Task objective:
Each entry should be restated word for word, with all pictures left out.

*** Exercise data ***

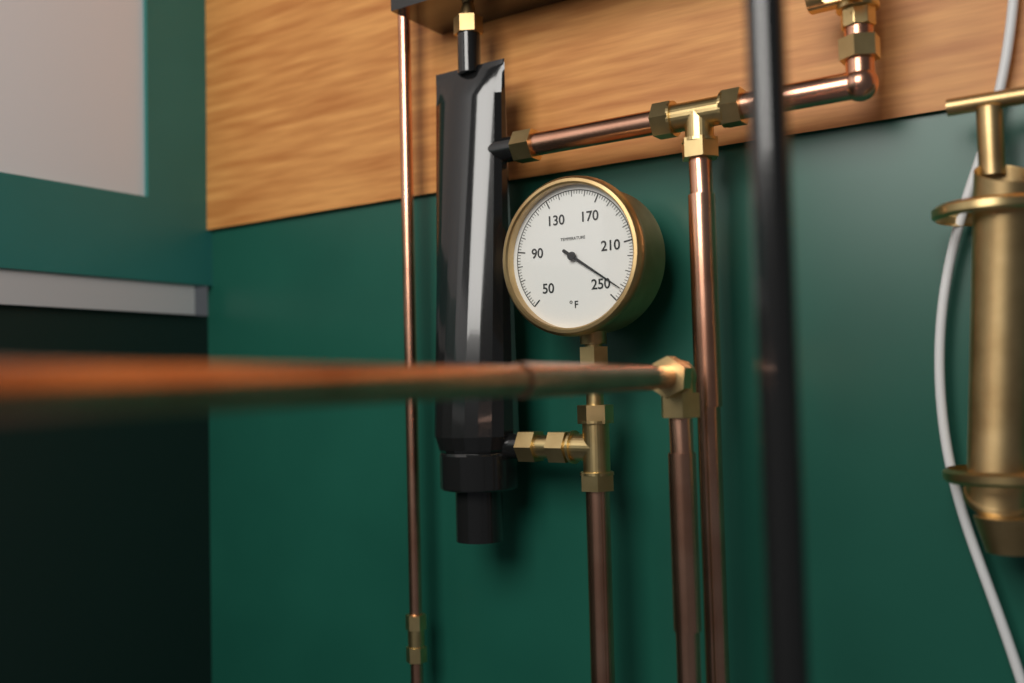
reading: 242 °F
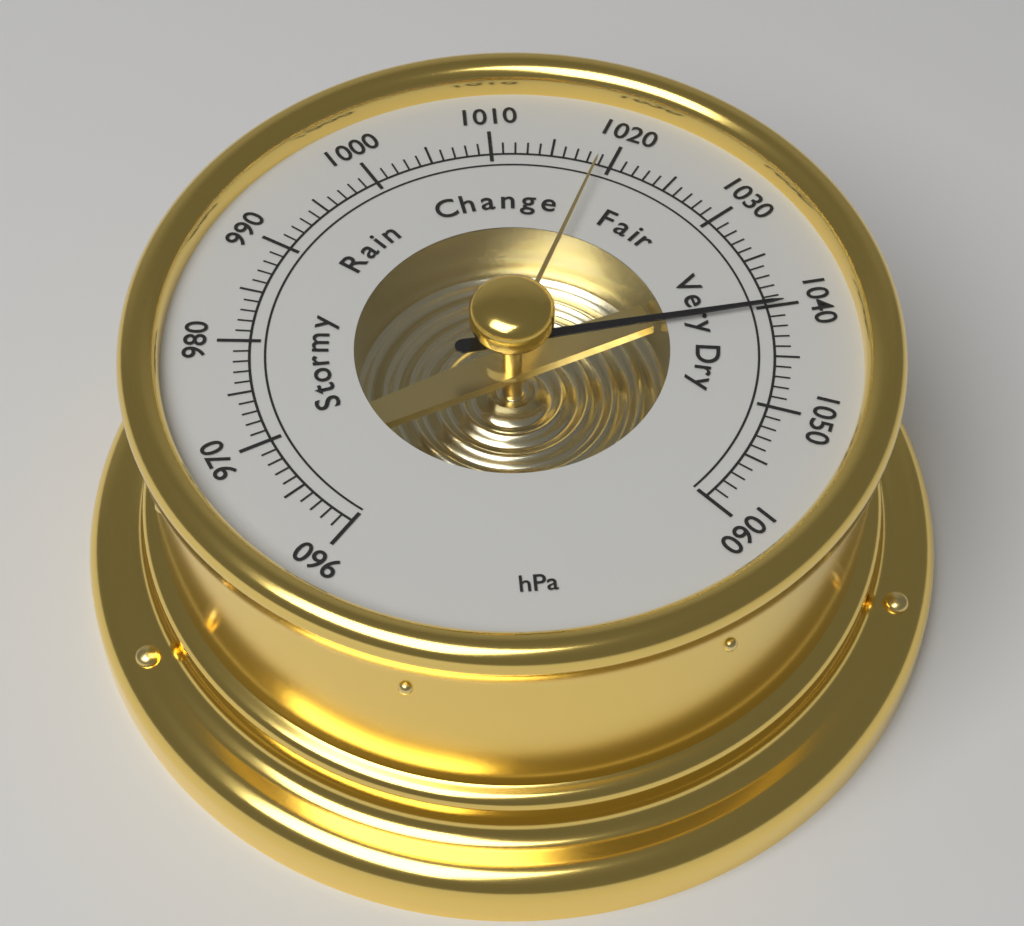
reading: 1040 hPa
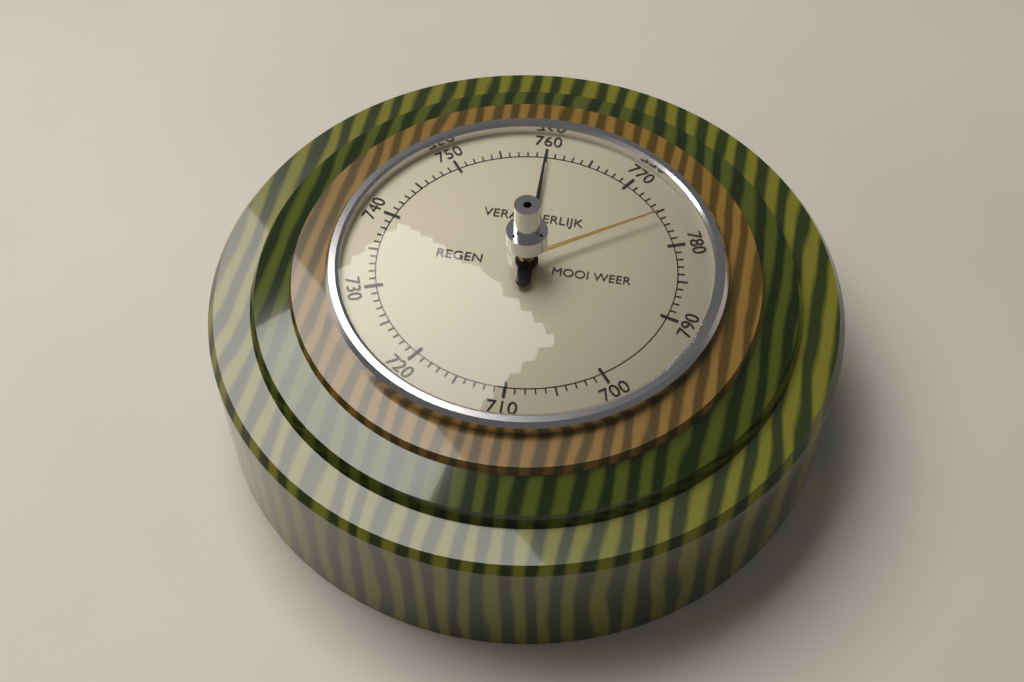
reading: 760 (no unit)
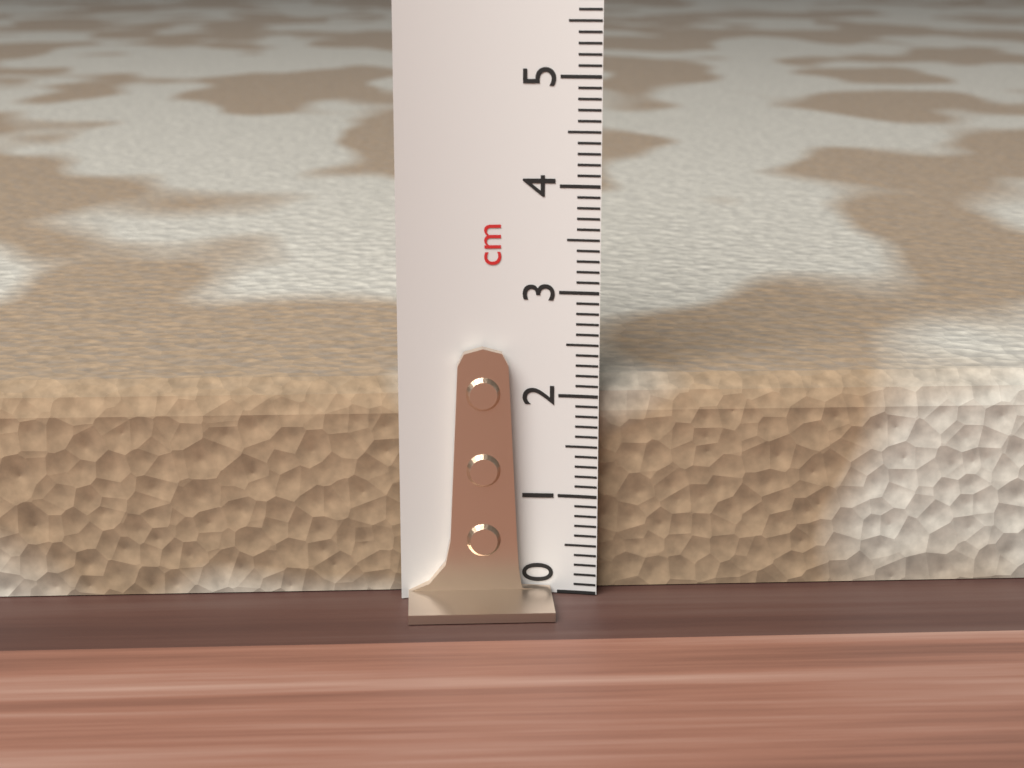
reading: 2.1 cm
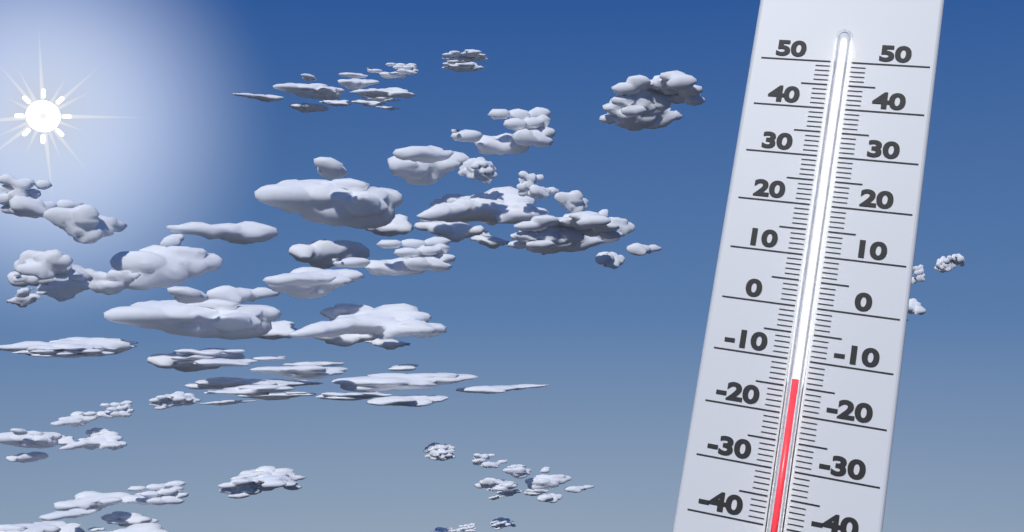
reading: -14 (no unit)
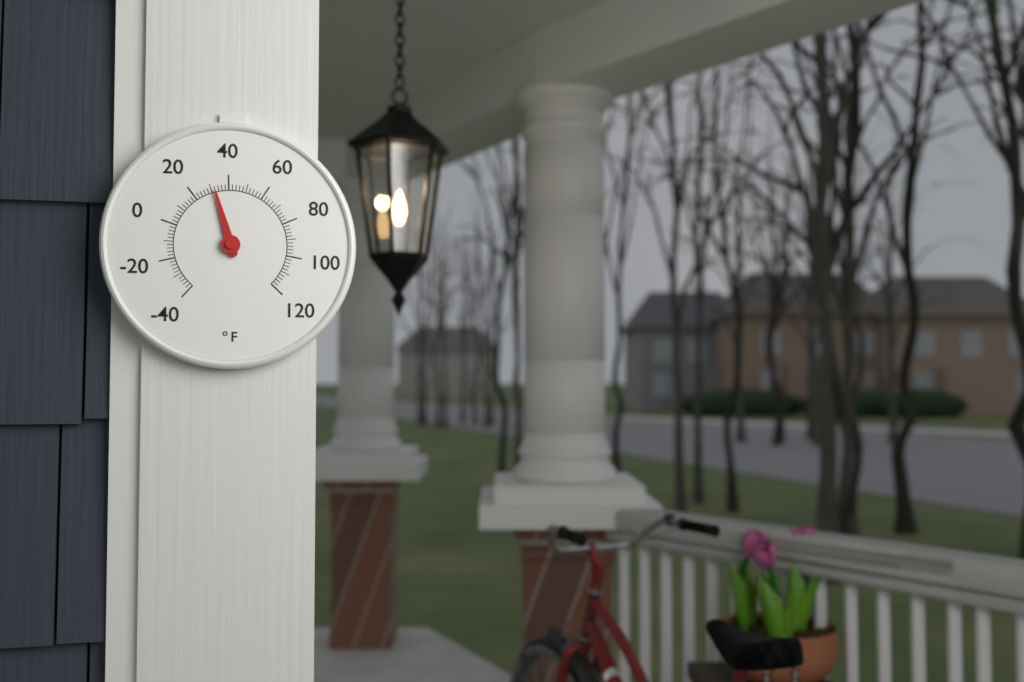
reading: 32 °F
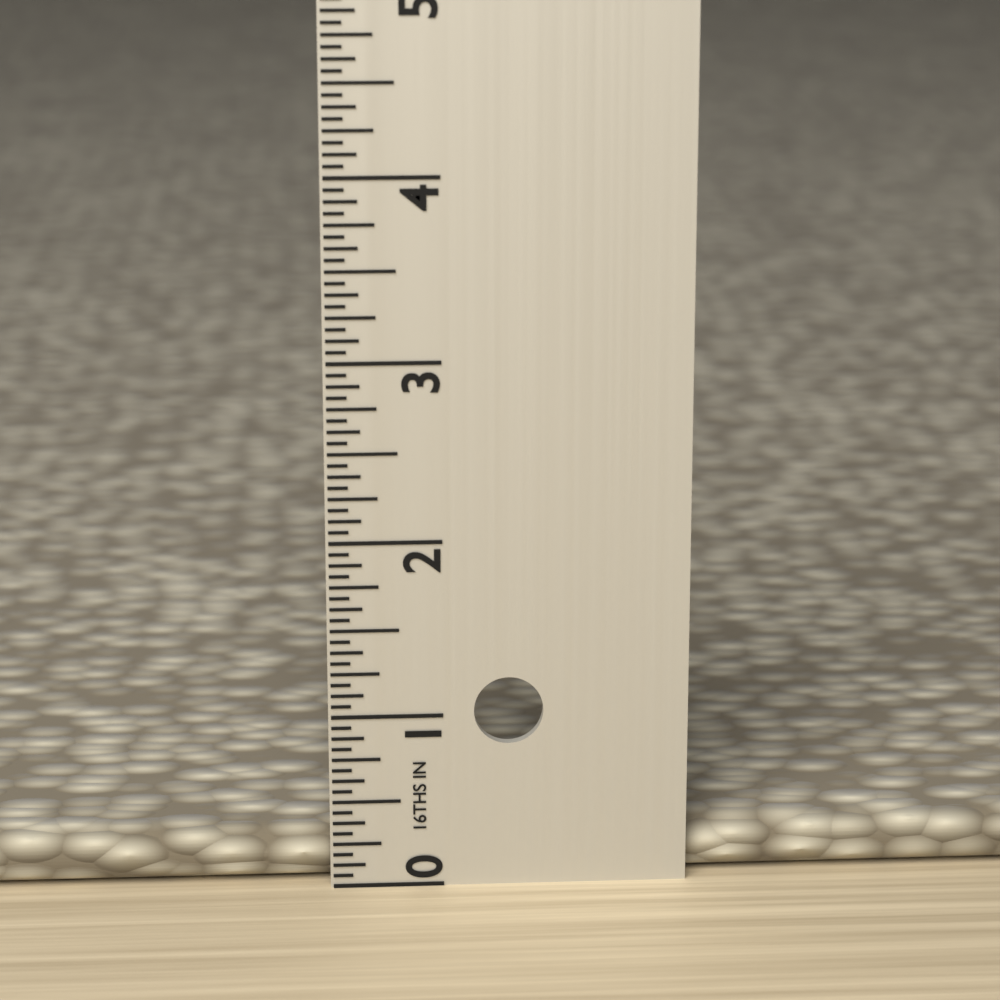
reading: 0.3125 in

*** End of Exercise data ***

Your solution:
reading: 242 °F
reading: 1040 hPa
reading: 760 (no unit)
reading: 2.1 cm
reading: -14 (no unit)
reading: 32 °F
reading: 0.3125 in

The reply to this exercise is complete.